His bright glory fills the whole earth.
The foundations trembled at the sound of the angel voices, and then the whole house filled with smoke. I said,
“Doom! It’s Doomsday!
I’m as good as dead!
Every word I’ve ever spoken is tainted—
blasphemous even!
And the people I live with talk the same way,
using words that corrupt and desecrate.
And here I’ve looked God in the face!
The King! God-of-the-Angel-Armies!”
Then one of the angel-seraphs flew to me. He held a live coal that he had taken with tongs from the altar. He touched my mouth with the coal and said,
“Look. This coal has touched your lips.
Gone your guilt,
your sins wiped out.”
And then I heard the voice of the Master:
“Whom shall I send?
Who will go for us?”
I spoke up,
“I’ll go.
Send me!”
9-10 He said, “Go and tell this people:
“‘Listen hard, but you aren’t going to get it;
look hard, but you won’t catch on.’
Make these people blockheads,
with fingers in their ears and blindfolds on their eyes,
So they won’t see a thing,
won’t hear a word,
So they won’t have a clue about what’s going on
and, yes, so they won’t turn around and be made whole.”
I heard the voice of the Lord saying, “Whom shall I send, and who will go for us?” And I said, “Here am I; send me!”(Isaiah 6:8 (NRSV))
During the 75th anniversary celebrations of a Boys’ Brigade company, an interdenominational Christian youth organization, several members and ex-members expressed disappointment that a reunion dinner had not been arranged.
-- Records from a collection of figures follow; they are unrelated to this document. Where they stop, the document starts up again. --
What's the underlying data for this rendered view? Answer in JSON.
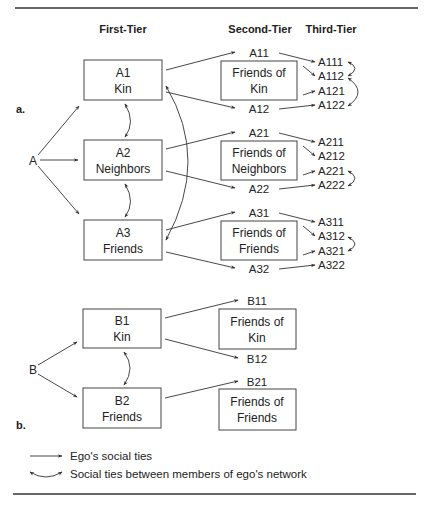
{
  "headers": {
    "first_tier": "First-Tier",
    "second_tier": "Second-Tier",
    "third_tier": "Third-Tier"
  },
  "panel_a": {
    "label": "a.",
    "ego": "A",
    "first_tier": [
      {
        "id": "A1",
        "type": "Kin"
      },
      {
        "id": "A2",
        "type": "Neighbors"
      },
      {
        "id": "A3",
        "type": "Friends"
      }
    ],
    "second_tier_boxes": [
      {
        "line1": "Friends of",
        "line2": "Kin"
      },
      {
        "line1": "Friends of",
        "line2": "Neighbors"
      },
      {
        "line1": "Friends of",
        "line2": "Friends"
      }
    ],
    "second_tier_nodes": [
      "A11",
      "A12",
      "A21",
      "A22",
      "A31",
      "A32"
    ],
    "third_tier_nodes": [
      "A111",
      "A112",
      "A121",
      "A122",
      "A211",
      "A212",
      "A221",
      "A222",
      "A311",
      "A312",
      "A321",
      "A322"
    ]
  },
  "panel_b": {
    "label": "b.",
    "ego": "B",
    "first_tier": [
      {
        "id": "B1",
        "type": "Kin"
      },
      {
        "id": "B2",
        "type": "Friends"
      }
    ],
    "second_tier_boxes": [
      {
        "line1": "Friends of",
        "line2": "Kin"
      },
      {
        "line1": "Friends of",
        "line2": "Friends"
      }
    ],
    "second_tier_nodes": [
      "B11",
      "B12",
      "B21"
    ]
  },
  "legend": {
    "ego_ties": "Ego's social ties",
    "network_ties": "Social ties between members of ego's network"
  }
}
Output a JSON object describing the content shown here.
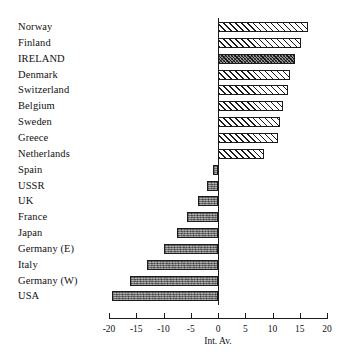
{
  "chart_data": {
    "type": "bar",
    "orientation": "horizontal",
    "title": "",
    "subtitle": "",
    "xlabel": "Int. Av.",
    "ylabel": "",
    "xlim": [
      -20,
      20
    ],
    "xticks": [
      -20,
      -15,
      -10,
      -5,
      0,
      5,
      10,
      15,
      20
    ],
    "xtick_labels": [
      "-20",
      "-15",
      "-10",
      "-5",
      "0",
      "5",
      "10",
      "15",
      "20"
    ],
    "grid": false,
    "legend": null,
    "zero_reference_label": "Int. Av.",
    "categories": [
      "Norway",
      "Finland",
      "IRELAND",
      "Denmark",
      "Switzerland",
      "Belgium",
      "Sweden",
      "Greece",
      "Netherlands",
      "Spain",
      "USSR",
      "UK",
      "France",
      "Japan",
      "Germany (E)",
      "Italy",
      "Germany (W)",
      "USA"
    ],
    "values": [
      16.5,
      15.3,
      14.2,
      13.2,
      12.8,
      12.0,
      11.3,
      11.0,
      8.4,
      -1.0,
      -2.1,
      -3.6,
      -5.6,
      -7.6,
      -10.0,
      -13.0,
      -16.2,
      -19.4
    ],
    "highlight_category": "IRELAND",
    "styles": {
      "positive_fill": "diagonal-hatch",
      "negative_fill": "mottled-grey",
      "highlight_fill": "dense-dark-crosshatch",
      "bar_outline_color": "#1b1b1b",
      "negative_bar_color": "#7d7d7d",
      "background_color": "#ffffff"
    }
  }
}
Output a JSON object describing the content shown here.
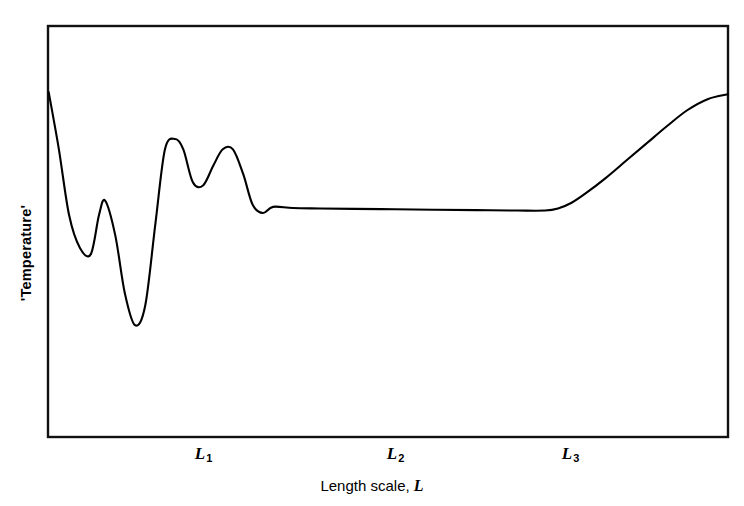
{
  "chart_data": {
    "type": "line",
    "title": "",
    "subtitle": "",
    "xlabel_text": "Length scale,",
    "xlabel_variable": "L",
    "ylabel": "'Temperature'",
    "xlim": [
      0,
      1
    ],
    "ylim": [
      0,
      1
    ],
    "grid": false,
    "legend": "none",
    "axis_tick_values": [],
    "annotations": [],
    "x_ticks": [
      {
        "label_base": "L",
        "label_sub": "1",
        "pixel_x": 203,
        "normalized_x": 0.228
      },
      {
        "label_base": "L",
        "label_sub": "2",
        "pixel_x": 395,
        "normalized_x": 0.51
      },
      {
        "label_base": "L",
        "label_sub": "3",
        "pixel_x": 570,
        "normalized_x": 0.768
      }
    ],
    "series": [
      {
        "name": "temperature-vs-length-scale",
        "description": "Oscillatory fluctuations at small length scales damping into a flat plateau between L1 and L3, then rising sharply beyond L3",
        "x": [
          0.001,
          0.016,
          0.031,
          0.047,
          0.063,
          0.075,
          0.084,
          0.099,
          0.113,
          0.128,
          0.143,
          0.158,
          0.172,
          0.187,
          0.199,
          0.213,
          0.228,
          0.243,
          0.257,
          0.272,
          0.287,
          0.301,
          0.316,
          0.331,
          0.36,
          0.4,
          0.45,
          0.51,
          0.57,
          0.63,
          0.69,
          0.731,
          0.75,
          0.77,
          0.79,
          0.82,
          0.85,
          0.88,
          0.91,
          0.94,
          0.97,
          1.0
        ],
        "y": [
          0.839,
          0.7,
          0.54,
          0.46,
          0.445,
          0.54,
          0.575,
          0.49,
          0.35,
          0.272,
          0.32,
          0.52,
          0.7,
          0.725,
          0.7,
          0.62,
          0.612,
          0.66,
          0.7,
          0.7,
          0.64,
          0.565,
          0.545,
          0.56,
          0.557,
          0.556,
          0.555,
          0.554,
          0.553,
          0.552,
          0.551,
          0.551,
          0.556,
          0.57,
          0.592,
          0.63,
          0.672,
          0.714,
          0.756,
          0.795,
          0.822,
          0.834
        ]
      }
    ],
    "features": {
      "plateau_region": "between L1 and L3",
      "plateau_level_normalized": 0.553,
      "rise_onset_normalized_x": 0.731,
      "curve_start_normalized_y": 0.839,
      "curve_end_normalized_y": 0.834,
      "deep_minimum_normalized": {
        "x": 0.128,
        "y": 0.272
      }
    }
  },
  "frame": {
    "left": 48,
    "right": 728,
    "top": 26,
    "bottom": 437
  }
}
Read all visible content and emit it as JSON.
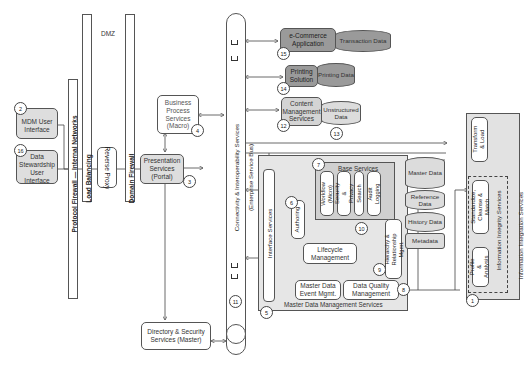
{
  "diagram": {
    "zones": {
      "dmz_label": "DMZ",
      "protocol_firewall": "Protocol Firewall — Internal Networks",
      "load_balancing": "Load Balancing",
      "domain_firewall": "Domain Firewall"
    },
    "ui_nodes": [
      {
        "num": "2",
        "label": "MDM User Interface"
      },
      {
        "num": "16",
        "label": "Data Stewardship User Interface"
      }
    ],
    "reverse_proxy": "Reverse Proxy",
    "business_process": {
      "num": "4",
      "label": "Business Process Services (Macro)"
    },
    "presentation": {
      "num": "3",
      "label": "Presentation Services (Portal)"
    },
    "directory": {
      "label": "Directory & Security Services (Master)"
    },
    "esb": {
      "num": "11",
      "label": "Connectivity & Interoperability Services",
      "sublabel": "(Enterprise Service Bus)"
    },
    "external_apps": [
      {
        "num": "15",
        "label": "e-Commerce Application",
        "data": "Transaction Data"
      },
      {
        "num": "14",
        "label": "Printing Solution",
        "data": "Printing Data"
      },
      {
        "num": "12",
        "label": "Content Management Services",
        "data": "Unstructured Data"
      }
    ],
    "etl_flow_num": "13",
    "mdm": {
      "title": "Master Data Management Services",
      "num": "5",
      "interface_services": "Interface Services",
      "base_services": {
        "num": "7",
        "title": "Base Services",
        "items": [
          "Workflow (Micro)",
          "Security & Privacy",
          "Search",
          "Audit Logging"
        ],
        "bus_num": "10"
      },
      "authoring": {
        "num": "6",
        "label": "Authoring"
      },
      "lifecycle": "Lifecycle Management",
      "hierarchy": {
        "num": "9",
        "label": "Hierarchy & Relationship Mgmt."
      },
      "event_mgmt": "Master Data Event Mgmt.",
      "data_quality": {
        "num": "8",
        "label": "Data Quality Management"
      },
      "stores": [
        "Master Data",
        "Reference Data",
        "History Data",
        "Metadata"
      ]
    },
    "integration": {
      "num": "1",
      "title": "Information Integration Services",
      "transform": "Transform & Load",
      "integrity_title": "Information Integrity Services",
      "standardize": "Standardize, Cleanse & Match",
      "profile": "Profile & Analysis"
    }
  }
}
Douglas, one of the serving officers, said nothing at the time; but early the following year, he approached me to say that just such an event had been organized. I was pleased and asked Douglas to pass on my thanks to the members of the organizing committee.
“Oh!”he said. “I am the committee. I felt that something should be done, so I did it.”
Too often when we become aware of a specific need we say, “Something should be done about it,” but we do nothing ourselves. Realizing that our service is needed is often God’s way of calling us to act in ways that will benefit others in Jesus’ name.
The Author: William Findlay (Glasgow, Scotland)
Thought for the Day:
How willing am I to take the lead in serving God today?
Prayer: Thank you, Lord, for calling us to serve others. Help us to recognize your call and to respond, serving you in ways that benefit others. Amen.